It would be hard to have better travel-writer credentials than Sara Wheeler. Here the author of The Magnetic North and Terra Incognita, a specialist in Arctic and Antarctic adventure, turns her attentions to the land mass that sprawls across eight time zones, where any traveller is guaranteed to receive an ostentatiously frosty reception — initially, at least. Wheeler’s task has been to capture Russia through a bifocal lens: first through the eyes of the classic Russian authors she loves, and second through the lives of contemporary Russians we rarely hear about, outside of the Moscow–St Petersburg axis. ‘I was searching for a Russia not in the news — a Russia of common humanity and daily struggles — and my guides were writers of the Golden Age.’
This entertaining and insightful book performs two functions. It’s a whistlestop guide to the best of Russian literature from 1800 to 1910. And it’s a beautiful piece of travel writing about the Russia of all our fantasies, from the ‘willow stooping over the central alley’ leading to Yasnaya Polyana, Tolstoy’s estate south of Moscow, to the distant shores of Lake Baikal, where Wheeler finds a delicious meal of white fish in a place where Chekhov could find only vodka (leaving him to surmise that Russians were pigs).
There’s plenty here for those who already know their classics (Tolstoy, Dostoevsky, Pushkin, Turgenev, Gogol), but it’s also put together brilliantly for anyone wishing to know more or just wanting to ease their way into a reading binge.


## Goal of the exercise
Scan the material that follows. Copy every line containing the word "JSON".

--*--

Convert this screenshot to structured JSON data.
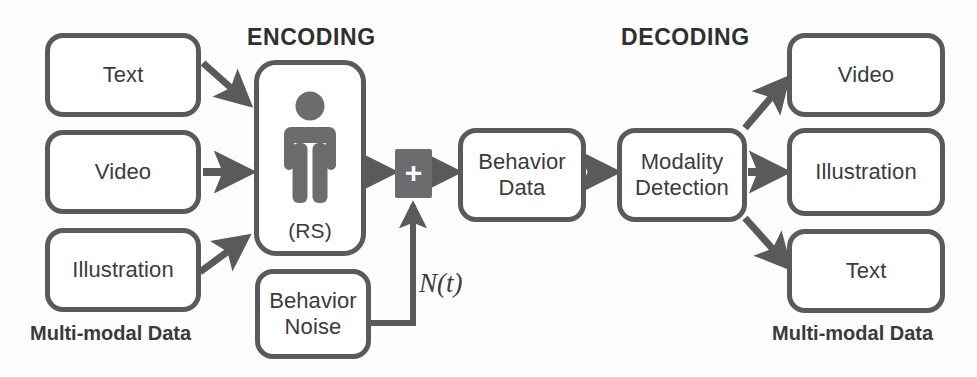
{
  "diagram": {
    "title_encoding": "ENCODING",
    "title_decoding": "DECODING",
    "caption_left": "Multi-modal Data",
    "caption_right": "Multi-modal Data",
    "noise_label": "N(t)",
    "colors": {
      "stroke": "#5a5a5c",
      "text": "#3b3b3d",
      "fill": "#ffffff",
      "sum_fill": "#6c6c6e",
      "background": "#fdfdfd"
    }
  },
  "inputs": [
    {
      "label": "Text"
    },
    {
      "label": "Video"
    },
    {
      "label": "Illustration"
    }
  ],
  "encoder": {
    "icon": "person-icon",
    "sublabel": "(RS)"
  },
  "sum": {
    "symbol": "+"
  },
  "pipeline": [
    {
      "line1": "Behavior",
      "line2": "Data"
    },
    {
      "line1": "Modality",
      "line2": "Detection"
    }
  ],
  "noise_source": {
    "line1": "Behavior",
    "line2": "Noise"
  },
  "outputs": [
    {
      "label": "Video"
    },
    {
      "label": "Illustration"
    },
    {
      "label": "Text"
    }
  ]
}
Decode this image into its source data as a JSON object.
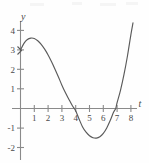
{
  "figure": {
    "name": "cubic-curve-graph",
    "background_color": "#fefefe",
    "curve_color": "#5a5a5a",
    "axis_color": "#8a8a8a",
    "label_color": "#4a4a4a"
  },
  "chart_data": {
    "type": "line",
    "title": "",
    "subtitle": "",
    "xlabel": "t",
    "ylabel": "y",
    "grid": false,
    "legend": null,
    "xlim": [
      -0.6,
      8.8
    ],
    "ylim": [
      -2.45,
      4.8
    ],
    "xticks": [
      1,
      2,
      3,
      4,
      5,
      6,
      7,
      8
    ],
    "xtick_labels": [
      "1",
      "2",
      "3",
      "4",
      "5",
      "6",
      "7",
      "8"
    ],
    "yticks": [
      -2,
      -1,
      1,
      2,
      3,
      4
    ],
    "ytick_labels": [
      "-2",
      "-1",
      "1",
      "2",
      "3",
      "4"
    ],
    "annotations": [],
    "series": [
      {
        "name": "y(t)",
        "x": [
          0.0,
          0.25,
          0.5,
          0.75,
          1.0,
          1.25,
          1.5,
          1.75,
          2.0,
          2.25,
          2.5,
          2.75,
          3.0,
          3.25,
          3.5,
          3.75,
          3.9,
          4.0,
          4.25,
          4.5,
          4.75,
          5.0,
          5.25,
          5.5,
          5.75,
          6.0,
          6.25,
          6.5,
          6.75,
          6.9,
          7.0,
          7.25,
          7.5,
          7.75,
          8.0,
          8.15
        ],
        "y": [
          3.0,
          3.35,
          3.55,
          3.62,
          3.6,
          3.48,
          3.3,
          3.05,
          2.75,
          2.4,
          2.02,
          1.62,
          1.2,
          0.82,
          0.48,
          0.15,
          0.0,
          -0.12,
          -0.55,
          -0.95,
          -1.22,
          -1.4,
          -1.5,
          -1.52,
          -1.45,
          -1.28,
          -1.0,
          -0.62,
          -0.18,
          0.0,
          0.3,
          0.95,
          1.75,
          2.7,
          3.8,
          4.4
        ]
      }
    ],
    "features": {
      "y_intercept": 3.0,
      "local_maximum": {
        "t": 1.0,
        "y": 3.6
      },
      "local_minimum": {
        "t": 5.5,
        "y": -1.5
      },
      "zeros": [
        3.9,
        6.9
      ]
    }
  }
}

--*--

## Task result
Convert this screenshot to structured JSON data.
Decode this image into its source data as a JSON object.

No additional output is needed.